It was a warm spring day in early May. I was with Jon Paris and Susan Gantner at the first RPG World conference in Orlando when my daughter Chrissy called me from home. The call went something like this:
"Dad! Last night, Casey [our dog] came upstairs to my room at 3:00 a.m. and woke me up," Chrissy said. In my house, the dog never comes upstairs to where the bedrooms are. She's been trained well and knows better. In fact, if we stand at the top of the stairs and call her, she will not come up the stairs. So for her to have gone upstairs and woken up my daughter was very strange. I figured the dog must have desperately needed to go outside.
Then, Chrissy continued, "I followed her downstairs and discovered the power was out. Casey went over to the basement stairs and barked." At this point, I'm thinking Lassie. When Chrissy said the power was out, I knew what was coming next.

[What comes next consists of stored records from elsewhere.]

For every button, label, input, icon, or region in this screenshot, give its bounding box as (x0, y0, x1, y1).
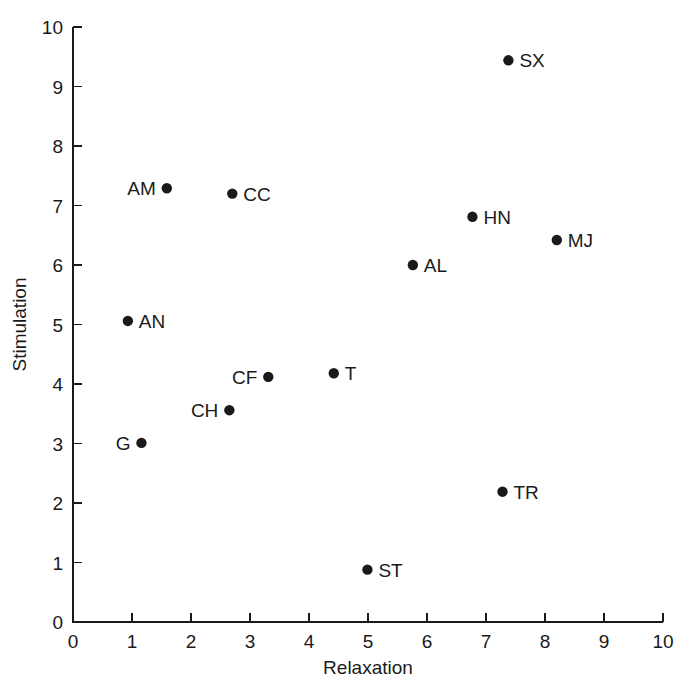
data-point-label: CH (191, 400, 218, 421)
data-point[interactable]: SX (503, 50, 545, 71)
y-tick-label-0: 0 (52, 612, 63, 633)
x-tick-label-9: 9 (599, 631, 610, 652)
data-point-marker[interactable] (497, 486, 507, 496)
x-tick-label-7: 7 (481, 631, 492, 652)
data-point-label: CF (232, 367, 257, 388)
data-point-marker[interactable] (224, 405, 234, 415)
data-point-label: AL (424, 255, 447, 276)
data-point-label: MJ (568, 230, 593, 251)
x-tick-label-6: 6 (422, 631, 433, 652)
data-point-label: SX (519, 50, 545, 71)
x-tick-label-5: 5 (363, 631, 374, 652)
data-point-marker[interactable] (263, 372, 273, 382)
data-point-marker[interactable] (362, 564, 372, 574)
data-point-label: HN (483, 207, 510, 228)
data-point[interactable]: AM (127, 178, 172, 199)
data-point[interactable]: CF (232, 367, 274, 388)
data-point[interactable]: MJ (552, 230, 594, 251)
x-tick-label-4: 4 (304, 631, 315, 652)
data-point-marker[interactable] (552, 235, 562, 245)
data-point-label: TR (514, 482, 539, 503)
x-tick-label-3: 3 (245, 631, 256, 652)
x-tick-label-2: 2 (186, 631, 197, 652)
y-tick-label-8: 8 (52, 136, 63, 157)
data-point-label: AN (139, 311, 165, 332)
scatter-plot-figure: 012345678910012345678910RelaxationStimul… (0, 0, 685, 689)
data-point[interactable]: ST (362, 560, 403, 581)
y-axis-title: Stimulation (9, 278, 30, 372)
data-point-label: T (345, 363, 357, 384)
data-point-marker[interactable] (503, 55, 513, 65)
y-tick-label-6: 6 (52, 255, 63, 276)
data-point[interactable]: T (329, 363, 357, 384)
y-tick-label-3: 3 (52, 434, 63, 455)
data-point[interactable]: CH (191, 400, 235, 421)
data-point[interactable]: G (116, 433, 147, 454)
data-point[interactable]: AL (408, 255, 447, 276)
data-point-marker[interactable] (408, 260, 418, 270)
y-tick-label-1: 1 (52, 553, 63, 574)
y-tick-label-4: 4 (52, 374, 63, 395)
data-point[interactable]: HN (467, 207, 511, 228)
y-tick-label-10: 10 (42, 17, 63, 38)
data-point-marker[interactable] (136, 438, 146, 448)
x-tick-label-10: 10 (652, 631, 673, 652)
data-point-marker[interactable] (329, 368, 339, 378)
data-point-label: CC (243, 184, 270, 205)
x-axis-title: Relaxation (323, 657, 413, 678)
data-point[interactable]: CC (227, 184, 271, 205)
y-tick-label-2: 2 (52, 493, 63, 514)
y-tick-label-7: 7 (52, 196, 63, 217)
y-tick-label-5: 5 (52, 315, 63, 336)
x-tick-label-8: 8 (540, 631, 551, 652)
data-point-marker[interactable] (123, 316, 133, 326)
data-point[interactable]: TR (497, 482, 539, 503)
plot-canvas: 012345678910012345678910RelaxationStimul… (0, 0, 685, 689)
data-point[interactable]: AN (123, 311, 166, 332)
data-point-marker[interactable] (467, 212, 477, 222)
data-point-label: G (116, 433, 131, 454)
data-point-label: ST (378, 560, 403, 581)
data-point-label: AM (127, 178, 156, 199)
y-tick-label-9: 9 (52, 77, 63, 98)
data-point-marker[interactable] (162, 183, 172, 193)
data-point-marker[interactable] (227, 188, 237, 198)
x-tick-label-1: 1 (127, 631, 138, 652)
x-tick-label-0: 0 (68, 631, 79, 652)
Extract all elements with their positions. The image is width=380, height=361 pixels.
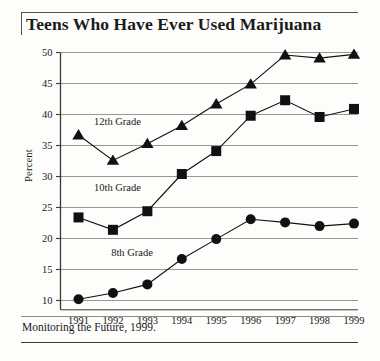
y-tick-label: 50 <box>42 47 53 58</box>
y-tick-labels: 101520253035404550 <box>42 47 53 306</box>
data-point-marker <box>315 112 325 122</box>
data-point-marker <box>72 129 84 139</box>
y-tick-label: 10 <box>42 295 53 306</box>
data-point-marker <box>246 214 256 224</box>
data-point-marker <box>176 120 188 130</box>
series-inline-label: 10th Grade <box>94 182 141 193</box>
source-note: Monitoring the Future, 1999. <box>22 321 156 333</box>
series-inline-label: 8th Grade <box>111 247 153 258</box>
data-point-marker <box>74 294 84 304</box>
y-tick-label: 15 <box>42 264 53 275</box>
y-tick-label: 40 <box>42 109 53 120</box>
data-point-marker <box>348 48 360 58</box>
footer-top-rule <box>21 316 358 317</box>
data-point-marker <box>177 169 187 179</box>
gridlines <box>61 53 359 301</box>
data-point-marker <box>280 217 290 227</box>
series-inline-label: 12th Grade <box>94 116 141 127</box>
data-point-marker <box>108 288 118 298</box>
data-point-marker <box>177 254 187 264</box>
data-point-marker <box>315 221 325 231</box>
y-tick-label: 45 <box>42 78 53 89</box>
data-point-marker <box>349 219 359 229</box>
y-axis-label: Percent <box>23 131 34 201</box>
y-tick-label: 20 <box>42 233 53 244</box>
footer-bottom-rule <box>21 342 358 343</box>
y-axis <box>56 53 61 310</box>
line-chart-svg: 101520253035404550 199119921993199419951… <box>0 0 380 361</box>
data-point-marker <box>279 49 291 59</box>
data-point-marker <box>210 98 222 108</box>
data-point-marker <box>211 234 221 244</box>
data-point-marker <box>246 111 256 121</box>
data-point-marker <box>349 104 359 114</box>
data-point-marker <box>142 206 152 216</box>
y-tick-label: 25 <box>42 202 53 213</box>
chart-figure: Teens Who Have Ever Used Marijuana 10152… <box>0 0 380 361</box>
data-point-marker <box>280 95 290 105</box>
data-point-marker <box>211 146 221 156</box>
y-tick-label: 35 <box>42 140 53 151</box>
data-point-marker <box>107 154 119 164</box>
series-inline-labels: 12th Grade10th Grade8th Grade <box>94 116 153 258</box>
y-tick-label: 30 <box>42 171 53 182</box>
data-point-marker <box>141 138 153 148</box>
plot-area: 101520253035404550 199119921993199419951… <box>0 0 380 361</box>
data-point-marker <box>74 212 84 222</box>
data-point-marker <box>142 279 152 289</box>
data-point-marker <box>108 225 118 235</box>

"There was at least 8 inches of water downstairs; the basement was flooded!" she exclaimed. At that point, I started to worry that perhaps the water heater was pumping natural gas into the house or something like that.
Then she said, "The water was halfway up the side of your black computer," and I realized the reason for her concerned tone. My AS/400 was sitting on the basement floor, plugged in, and in nearly a foot of water.
My daughter continued, "I unplugged it, picked it up, and put it on top of the plastic bins in the basement so the water can't get to it now, but water was pouring out of it when I moved it."
I thanked her and told her she did a good job (she is a police officer after all, so thinking clearly in a crisis is part of her training), and I went back to RPG World. Needless to say, I had little hope of being able to recover the system.
Upon returning home a few days later, I inspected the system and indeed did see a water line just a few inches below the white IPL button. If figured there was no way this box was ever going to work again. After all, who knows how long it actually sat in the water before the dog woke my daughter?
In college (about a hundred years ago), Electrical Engineering was my major while I was learning computer programming. So, pretending like I still remember something from those electronics courses, I made a decision to not power on the system for a little while. I wanted to give it time to dry out thoroughly. That "little while" turned into months. Recently, on a lazy weekend day, I went downstairs and moved the system off the bins and returned it to its original position. I decided to plug it in and try to IPL the system, all the while knowing it would never start up properly.
I plugged it in. The little yellow LCD panel light up. So far so good! Then, I pressed the little white IPL button and watched the machine begin doing its thing. At that point, I wondered how long it would be before I need to call Al Barsa and ask him what the SRC code was that was being displayed on my IPL panel. Incredibly, I never had to make that call. In fact, that damn machine IPLed like it had for the last seven years. I did a quick test of a few applications to make sure it was working and then started a full system backup. Everything completed normally! Now, the system is not only fully backed up, but it is actually working like the first day it arrived.
Bob Cozzi has been programming in RPG since 1978. Since then, he has written many articles and several books, including The Modern RPG Language --the most widely used RPG reference manual in the world. Bob is also a very popular speaker at industry events such as RPG World and is the author of his own Web site, www.rpgiv.com, and of the RPG ToolKit, an add-on library for RPG IV programmers.